In a letter to the committee and the Superintendent, the ACLU asserts that the team name and logo perpetuate damaging stereotypes about indigenous people.

“The very people whom the mascot’s proponents claim to be honoring are telling them to drop the mascot,” said Emma Bond, staff attorney with the ACLU of Maine and author of the letter. “It’s time for Skowhegan to do some serious listening to the people who are being harmed by this painful tradition.”

The ACLU points out that studies have shown using indigenous mascots lowers the self-esteem of native students and teach students that racial stereotyping is acceptable. In 2005, the American Psychiatric Association publicly called for “the immediate retirement of all American Indian mascots” because they teach “misleading, and too often, insulting images of American Indians.” More than 100 civil rights, educational, athletic and scientific organizations have made similar statements.
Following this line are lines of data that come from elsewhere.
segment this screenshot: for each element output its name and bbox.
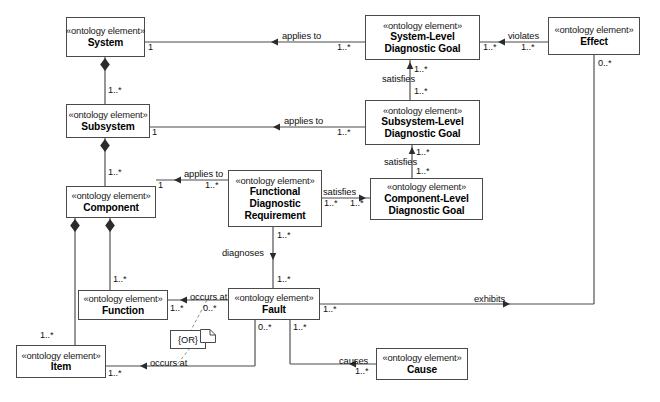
class-stereotype: «ontology element» (387, 181, 466, 192)
mult-fault-exhibits-source: 1..* (323, 304, 336, 314)
assoc-label-system-applies-to: applies to (282, 30, 321, 41)
mult-subsystem-composition: 1..* (108, 85, 121, 95)
class-stereotype: «ontology element» (68, 109, 147, 120)
class-box-subsystem-level-diagnostic-goal[interactable]: «ontology element» Subsystem-Level Diagn… (365, 100, 480, 145)
note-fold-corner (200, 329, 216, 343)
class-stereotype: «ontology element» (554, 24, 633, 35)
assoc-label-fdr-satisfies: satisfies (323, 186, 356, 197)
class-box-function[interactable]: «ontology element» Function (78, 290, 168, 320)
mult-fault-occurs-at-function: 0..* (203, 303, 216, 313)
uml-class-diagram: .ln { stroke: #4a4a4a; stroke-width: 1.1… (0, 0, 660, 402)
class-stereotype: «ontology element» (66, 25, 145, 36)
class-name: Fault (262, 304, 286, 316)
class-box-functional-diagnostic-requirement[interactable]: «ontology element» Functional Diagnostic… (228, 170, 322, 227)
mult-function-composition: 1..* (113, 274, 126, 284)
note-text: {OR} (178, 335, 198, 345)
mult-function-occurs-at: 1..* (170, 303, 183, 313)
assoc-label-component-applies-to: applies to (184, 168, 223, 179)
mult-subgoal-target: 1..* (337, 127, 350, 137)
class-box-component-level-diagnostic-goal[interactable]: «ontology element» Component-Level Diagn… (370, 178, 483, 220)
class-name: System (88, 37, 124, 49)
assoc-label-exhibits: exhibits (474, 293, 505, 304)
mult-component-source: 1 (158, 180, 163, 190)
class-name: Function (102, 305, 144, 317)
mult-fault-occurs-at-item: 0..* (258, 322, 271, 332)
mult-fdr-satisfies-source: 1..* (324, 198, 337, 208)
class-stereotype: «ontology element» (383, 20, 462, 31)
class-name-line-2: Diagnostic (249, 198, 300, 210)
mult-subgoal-satisfies-lower: 1..* (414, 86, 427, 96)
class-name-line-3: Requirement (244, 210, 305, 222)
class-name-line-1: System-Level (390, 31, 455, 43)
class-name-line-1: Functional (250, 186, 301, 198)
class-stereotype: «ontology element» (235, 175, 314, 186)
mult-sysgoal-satisfies-upper: 1..* (414, 64, 427, 74)
mult-component-composition: 1..* (108, 167, 121, 177)
mult-compgoal-satisfies-target: 1..* (350, 198, 363, 208)
class-stereotype: «ontology element» (83, 293, 162, 304)
class-name: Item (51, 361, 72, 373)
class-name-line-2: Diagnostic Goal (384, 128, 460, 140)
assoc-label-diagnoses: diagnoses (222, 247, 264, 258)
mult-sysgoal-target: 1..* (337, 42, 350, 52)
mult-compgoal-satisfies-lower: 1..* (416, 166, 429, 176)
class-box-component[interactable]: «ontology element» Component (66, 186, 156, 218)
mult-system-source: 1 (148, 42, 153, 52)
mult-effect-exhibits-target: 0..* (598, 58, 611, 68)
assoc-label-subsystem-applies-to: applies to (284, 115, 323, 126)
assoc-label-compgoal-satisfies: satisfies (384, 156, 417, 167)
mult-fdr-diagnoses-source: 1..* (277, 230, 290, 240)
assoc-label-violates: violates (508, 30, 539, 41)
mult-sysgoal-violates-source: 1..* (483, 42, 496, 52)
mult-effect-violates-target: 1..* (521, 42, 534, 52)
class-name: Cause (407, 364, 437, 376)
class-name-line-2: Diagnostic Goal (388, 205, 464, 217)
assoc-label-subgoal-satisfies: satisfies (382, 73, 415, 84)
class-box-fault[interactable]: «ontology element» Fault (228, 288, 320, 320)
class-box-system-level-diagnostic-goal[interactable]: «ontology element» System-Level Diagnost… (365, 15, 480, 60)
class-box-item[interactable]: «ontology element» Item (16, 345, 106, 378)
class-name-line-2: Diagnostic Goal (384, 43, 460, 55)
mult-fault-causes-source: 1..* (293, 322, 306, 332)
assoc-label-causes: causes (339, 355, 368, 366)
mult-subsystem-source: 1 (152, 127, 157, 137)
mult-subgoal-satisfies-upper: 1..* (416, 147, 429, 157)
class-name-line-1: Component-Level (384, 193, 469, 205)
mult-cause-target: 1..* (355, 366, 368, 376)
class-name: Component (83, 202, 139, 214)
class-stereotype: «ontology element» (383, 105, 462, 116)
mult-fault-diagnoses-target: 1..* (277, 274, 290, 284)
assoc-label-fault-occurs-at-function: occurs at (190, 291, 227, 302)
class-name: Subsystem (81, 121, 134, 133)
class-name: Effect (580, 36, 608, 48)
mult-item-composition: 1..* (40, 330, 53, 340)
class-box-effect[interactable]: «ontology element» Effect (548, 17, 640, 55)
class-box-cause[interactable]: «ontology element» Cause (376, 348, 468, 380)
mult-item-occurs-at: 1..* (108, 368, 121, 378)
class-box-system[interactable]: «ontology element» System (66, 17, 145, 57)
class-stereotype: «ontology element» (234, 292, 313, 303)
class-name-line-1: Subsystem-Level (381, 116, 463, 128)
class-stereotype: «ontology element» (382, 352, 461, 363)
class-box-subsystem[interactable]: «ontology element» Subsystem (66, 104, 150, 138)
class-stereotype: «ontology element» (21, 350, 100, 361)
assoc-label-fault-occurs-at-item: occurs at (150, 357, 187, 368)
mult-fdr-target: 1..* (205, 180, 218, 190)
class-stereotype: «ontology element» (71, 190, 150, 201)
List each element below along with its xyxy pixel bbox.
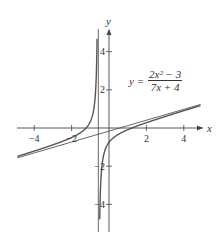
y-axis-label: y <box>105 15 111 27</box>
equation-fraction: 2x² − 3 7x + 4 <box>148 68 182 93</box>
curve-right-branch <box>100 106 201 220</box>
x-axis-label: x <box>206 122 212 134</box>
x-tick-label: 4 <box>181 133 186 144</box>
x-axis-arrow-icon <box>197 126 203 131</box>
y-axis-arrow-icon <box>107 29 112 35</box>
y-tick-label: −2 <box>94 161 105 172</box>
chart-plot: −4−22442−2−4 x y <box>0 0 224 248</box>
x-tick-label: −4 <box>29 133 40 144</box>
y-tick-label: 4 <box>100 46 105 57</box>
x-tick-label: −2 <box>66 133 77 144</box>
x-tick-label: 2 <box>144 133 149 144</box>
equation-annotation: y = 2x² − 3 7x + 4 <box>129 68 182 93</box>
y-tick-label: 2 <box>100 84 105 95</box>
equation-denominator: 7x + 4 <box>151 81 180 93</box>
y-tick-label: −4 <box>94 199 105 210</box>
equation-lhs: y = <box>129 75 144 87</box>
equation-numerator: 2x² − 3 <box>148 68 182 81</box>
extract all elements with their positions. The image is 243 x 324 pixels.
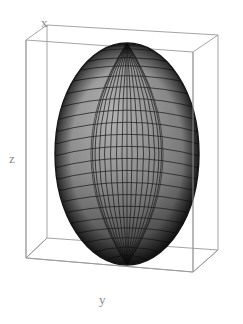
ellipsoid-surface — [55, 43, 199, 265]
axis-label-y: y — [99, 293, 106, 306]
plot-canvas: x z y — [0, 0, 243, 324]
bottom-shading — [55, 43, 199, 265]
axis-label-x: x — [41, 16, 48, 29]
axis-label-z: z — [9, 152, 15, 165]
ellipsoid-3d-plot — [0, 0, 243, 324]
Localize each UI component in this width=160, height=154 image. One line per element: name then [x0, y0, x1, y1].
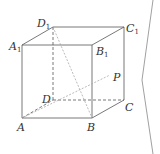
edge-C1B1 — [92, 27, 124, 45]
segment-D1B — [53, 27, 92, 118]
label-A: A — [16, 121, 25, 134]
segment-AP — [22, 75, 110, 118]
solid-edges — [22, 27, 124, 118]
label-C1: C1 — [126, 22, 139, 36]
hidden-edges — [22, 27, 124, 118]
label-B: B — [86, 121, 95, 134]
label-D1: D1 — [36, 17, 50, 31]
label-B1: B1 — [95, 45, 109, 59]
diagonal-segments — [22, 27, 110, 118]
cube-diagram: D1 C1 A1 B1 P D C A B — [0, 0, 160, 154]
label-D: D — [41, 93, 51, 106]
label-C: C — [125, 101, 134, 114]
label-P: P — [112, 71, 121, 84]
right-bracket — [142, 0, 153, 154]
edge-CB — [92, 100, 124, 118]
label-A1: A1 — [8, 40, 21, 54]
As Penobscot Nation tribal ambassador Maulian Dana wrote in the Bangor Daily News on Tuesday, “We have said this does not honor us. We have said it is harmful. Experts have backed us up on both claims. Elders, tribal leaders, students, scientists, reformed Indian mascot lovers, politicians and people from every walk of life have made strong cases for dropping the Indian mascot.”

Skowhegan Area High School is the last high school in Maine to use an indigenous mascot. All other Maine schools who once used them have retired them following community campaigns and input from native people.

“Every single school district in Maine has said they no longer want to perpetuate this harm, except Skowhegan,” said Bond. “Now Skowhegan has another opportunity to do the right thing.”